An examination of a videotape made of a “coffee klatch” showing al-Qaeda leader bin Laden with his cohorts presented what journalist Lance Morrow (2001) called “the distinctive atmosphere of evil with its feet up—sated, self-satisfied, laugh-ing.” According to Morrow, rather than evil performed onstage with typical lurid lighting and horrid effects, “Here we see evil backstage, with its makeup off—the smirking, kicked-back thuggishness, say, of gangsters twirling pasta and gloating over the success of the St. Valentine’s Day Massacre,” though granted, with Islamist pi-ety added to the scene.
Although in many instances, the loose and careless application of the rhetoric of evil can be misleading and harmful, evil remains a reality to many believers.
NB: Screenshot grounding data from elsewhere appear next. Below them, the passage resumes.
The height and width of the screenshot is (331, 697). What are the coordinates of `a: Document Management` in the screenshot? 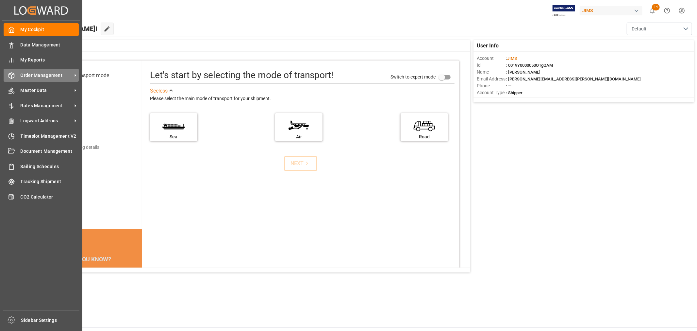 It's located at (41, 151).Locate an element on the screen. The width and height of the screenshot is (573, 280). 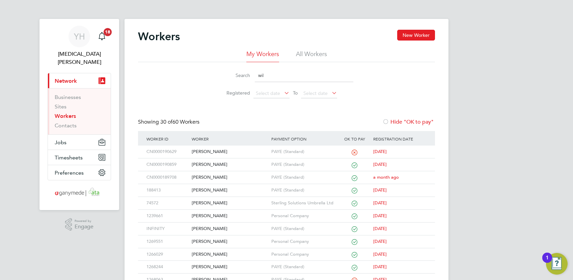
div: 188413 is located at coordinates (167, 190).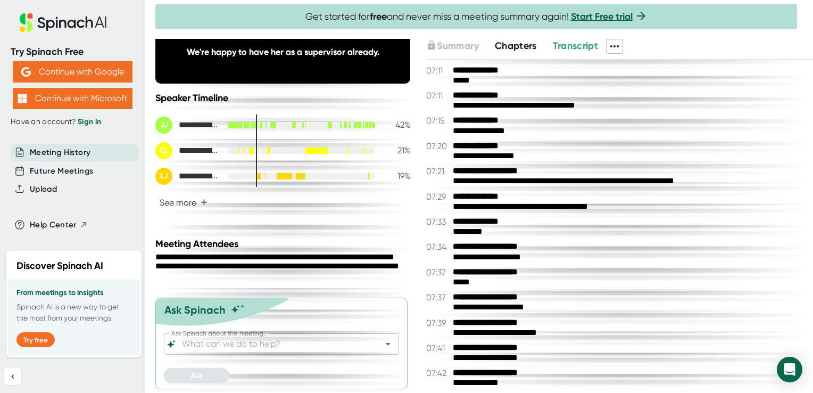 Image resolution: width=813 pixels, height=393 pixels. Describe the element at coordinates (438, 372) in the screenshot. I see `span: 07:42` at that location.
French poet Baudelaire wrote that evil’s shrewdest trick is to persuade us that it does not exist. “Does bin Laden confirm the existence of evil?” asked Morrow. “Or the stupid ordinariness of awfulness? Both, I’d say. One of the consequences of 9-11 has been to revive, so to speak, the belief in evil. Evil is hard to define, but it’s there all right. It’s like pornography: you know it when you see it.” Of course, there are differences about what constitutes pornography, too. See also ANIMAL; ANTI
-CHRIST;AXIS OF EVIL;CRUSADE;DEMON;ENEMY;FANATIC;FUNDAMENTALIST; HITLER ANAL
-OGY;MADMAN;MONSTER; SATAN;SNAKE;VAMPIRE.